To The Aotg.com Community,

It is with a heavy heart that we announce we will no longer be updating Aotg.com. Back in 2007, when we started, there was a lack of access to information about film, television, and commercial editing. We wanted to fix that by creating a central location for content about editing to be stored.

Since then, we've watched the amount of content about editing on the internet grow exponentially. We've also watched social media tools come and go with that growth. Does anyone remember Google Wave!? These social media tools changed how people access and search for media and information. People tend to turn to Facebook, Youtube, Twitter, and Instagram for their news and information, and those are all great tools to promote your sites, but as a site that aggregates links to other sites for users, it just doesn't work for us.

We will keep the site live but archive the ability to add links and comments. We will keep our database live with the links for those who desire to use it to search for editing information and research.

Our podcast, The Cutting Room, will move over to the Filmmakeru.com website and will continue to be a place for interviews with editors and other film professionals.

Everyone who worked for Aotg.com loved what we created and are proud that we could help so many editors find content that spoke to them.

I look forward to seeing everyone at the various post events worldwide in the coming years!

Yours truly,
Gordon Burkell
Aotg.com Founder

The Editing of Whiplash

March 3, 2015, 03:46 PM

http://lintondavies.co.uk/blog/the-editing-of-whip...

The Academy thought it was the best edited film of the year. Here's a closer look at how it was cut.

#editing#film#technique#theory#art#analysis#whiplash#breakdown
Anatomy of a Scene: 'Django Unchained'

January 3, 2013, 09:23 AM

http://carpetbagger.blogs.nytimes.com/2012/12/21/a...

In the middle of “Django Unchained,” Quentin Tarantino’s energetic mashup of spaghetti westerns and blacksploitation movies, comes a quiet and important scene. It’s a moment involving Django’s wife, the slave Broomhilda, played by Kerry Washington. The scene finds Django (Jamie Foxx) and his partner, Dr. King Schultz (Christoph Waltz), on a mission to rescue Broomhilda from a plantation.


▸ **Problem statement**: Note how many lines of the data below hold the word "Climate", then give that number with no other text.

▸ **Available data**:

══════

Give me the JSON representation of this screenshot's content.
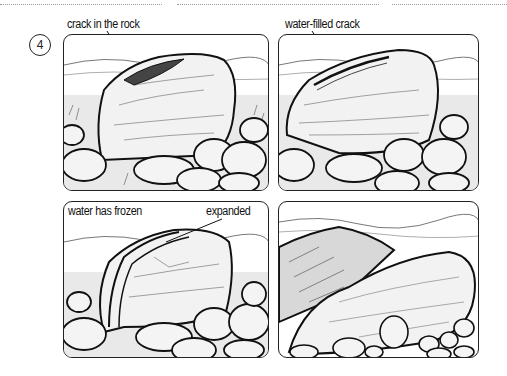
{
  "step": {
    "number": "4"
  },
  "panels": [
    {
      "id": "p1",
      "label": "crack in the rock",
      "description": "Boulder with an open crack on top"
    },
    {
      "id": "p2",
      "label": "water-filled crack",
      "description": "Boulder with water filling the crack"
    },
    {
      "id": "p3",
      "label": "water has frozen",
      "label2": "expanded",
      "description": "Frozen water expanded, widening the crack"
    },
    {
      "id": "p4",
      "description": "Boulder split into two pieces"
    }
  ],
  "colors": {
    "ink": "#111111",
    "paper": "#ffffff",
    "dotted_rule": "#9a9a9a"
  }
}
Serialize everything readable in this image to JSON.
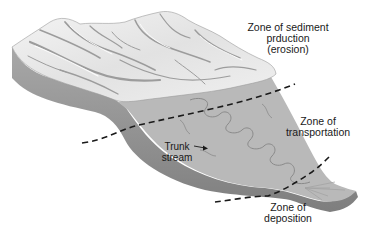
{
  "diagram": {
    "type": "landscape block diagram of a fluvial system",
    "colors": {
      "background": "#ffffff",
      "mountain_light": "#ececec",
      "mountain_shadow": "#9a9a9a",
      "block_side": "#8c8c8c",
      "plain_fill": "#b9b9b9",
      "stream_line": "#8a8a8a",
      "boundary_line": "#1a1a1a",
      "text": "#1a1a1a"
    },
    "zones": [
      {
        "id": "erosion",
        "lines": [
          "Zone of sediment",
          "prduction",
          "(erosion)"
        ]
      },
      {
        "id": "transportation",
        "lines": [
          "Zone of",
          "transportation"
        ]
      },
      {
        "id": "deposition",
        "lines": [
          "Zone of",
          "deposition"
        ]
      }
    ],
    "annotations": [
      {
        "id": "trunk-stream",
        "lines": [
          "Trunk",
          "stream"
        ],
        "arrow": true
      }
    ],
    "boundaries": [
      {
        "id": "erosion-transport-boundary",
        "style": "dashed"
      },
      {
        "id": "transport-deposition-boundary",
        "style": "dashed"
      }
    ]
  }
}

══════

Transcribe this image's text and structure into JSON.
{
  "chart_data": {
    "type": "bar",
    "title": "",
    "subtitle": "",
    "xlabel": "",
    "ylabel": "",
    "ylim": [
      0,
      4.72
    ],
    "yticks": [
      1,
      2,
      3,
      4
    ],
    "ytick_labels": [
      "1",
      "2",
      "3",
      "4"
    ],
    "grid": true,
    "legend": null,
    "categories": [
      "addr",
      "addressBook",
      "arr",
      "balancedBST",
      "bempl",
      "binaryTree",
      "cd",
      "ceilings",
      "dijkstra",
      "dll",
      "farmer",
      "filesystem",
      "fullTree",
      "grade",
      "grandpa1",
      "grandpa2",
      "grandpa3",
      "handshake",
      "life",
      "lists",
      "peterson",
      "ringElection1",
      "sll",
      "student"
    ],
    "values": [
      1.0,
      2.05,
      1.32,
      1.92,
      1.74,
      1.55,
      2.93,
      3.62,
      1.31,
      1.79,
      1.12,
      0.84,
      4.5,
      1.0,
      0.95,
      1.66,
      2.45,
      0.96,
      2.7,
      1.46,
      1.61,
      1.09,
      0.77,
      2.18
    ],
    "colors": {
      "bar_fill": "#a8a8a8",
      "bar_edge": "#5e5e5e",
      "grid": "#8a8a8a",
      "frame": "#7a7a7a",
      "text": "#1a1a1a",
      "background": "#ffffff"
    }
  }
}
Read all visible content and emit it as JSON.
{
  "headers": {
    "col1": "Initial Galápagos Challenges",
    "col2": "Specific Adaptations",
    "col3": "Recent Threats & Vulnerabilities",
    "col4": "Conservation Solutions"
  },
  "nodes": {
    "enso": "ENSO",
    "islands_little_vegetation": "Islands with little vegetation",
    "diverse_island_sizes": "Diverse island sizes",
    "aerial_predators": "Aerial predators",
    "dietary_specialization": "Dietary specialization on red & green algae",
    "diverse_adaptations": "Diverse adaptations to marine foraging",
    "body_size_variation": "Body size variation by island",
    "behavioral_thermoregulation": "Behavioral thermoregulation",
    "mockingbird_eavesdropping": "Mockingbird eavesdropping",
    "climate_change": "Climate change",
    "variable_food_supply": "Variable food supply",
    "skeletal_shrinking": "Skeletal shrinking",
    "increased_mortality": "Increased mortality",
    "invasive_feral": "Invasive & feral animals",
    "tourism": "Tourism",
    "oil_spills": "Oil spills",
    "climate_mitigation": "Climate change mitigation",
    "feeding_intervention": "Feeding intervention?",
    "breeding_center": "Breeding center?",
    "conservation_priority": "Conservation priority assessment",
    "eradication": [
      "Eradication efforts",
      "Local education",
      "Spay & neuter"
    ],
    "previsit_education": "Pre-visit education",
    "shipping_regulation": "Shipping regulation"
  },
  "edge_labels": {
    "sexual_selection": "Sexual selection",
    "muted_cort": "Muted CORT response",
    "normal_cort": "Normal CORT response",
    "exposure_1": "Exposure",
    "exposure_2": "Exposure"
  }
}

══════

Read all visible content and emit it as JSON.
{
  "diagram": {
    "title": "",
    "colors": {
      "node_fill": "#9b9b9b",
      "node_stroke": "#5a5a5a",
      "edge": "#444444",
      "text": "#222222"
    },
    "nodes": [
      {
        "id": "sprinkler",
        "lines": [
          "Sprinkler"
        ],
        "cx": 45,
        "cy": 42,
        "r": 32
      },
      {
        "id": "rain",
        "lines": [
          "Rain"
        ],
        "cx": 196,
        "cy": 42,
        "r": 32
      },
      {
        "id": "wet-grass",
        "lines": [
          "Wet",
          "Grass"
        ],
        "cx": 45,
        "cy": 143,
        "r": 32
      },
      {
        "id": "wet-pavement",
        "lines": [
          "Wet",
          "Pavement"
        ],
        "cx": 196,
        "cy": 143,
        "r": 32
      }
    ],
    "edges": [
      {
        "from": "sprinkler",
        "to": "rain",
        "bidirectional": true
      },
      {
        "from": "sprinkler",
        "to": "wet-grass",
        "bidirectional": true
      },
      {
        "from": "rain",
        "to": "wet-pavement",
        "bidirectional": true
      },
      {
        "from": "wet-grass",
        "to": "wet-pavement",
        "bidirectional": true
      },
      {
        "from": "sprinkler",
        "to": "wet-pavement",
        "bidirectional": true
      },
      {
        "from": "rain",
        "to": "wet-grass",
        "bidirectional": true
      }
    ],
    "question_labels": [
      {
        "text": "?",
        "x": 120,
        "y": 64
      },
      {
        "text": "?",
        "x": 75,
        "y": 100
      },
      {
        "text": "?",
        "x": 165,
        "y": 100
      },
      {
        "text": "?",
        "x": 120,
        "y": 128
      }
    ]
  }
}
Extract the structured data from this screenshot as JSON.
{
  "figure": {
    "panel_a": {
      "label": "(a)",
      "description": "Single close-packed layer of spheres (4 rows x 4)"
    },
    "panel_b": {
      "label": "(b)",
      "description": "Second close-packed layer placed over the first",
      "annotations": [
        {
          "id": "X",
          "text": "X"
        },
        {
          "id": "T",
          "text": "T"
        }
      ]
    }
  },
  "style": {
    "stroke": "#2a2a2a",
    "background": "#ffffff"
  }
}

══════

▸ **Output of the task**: 2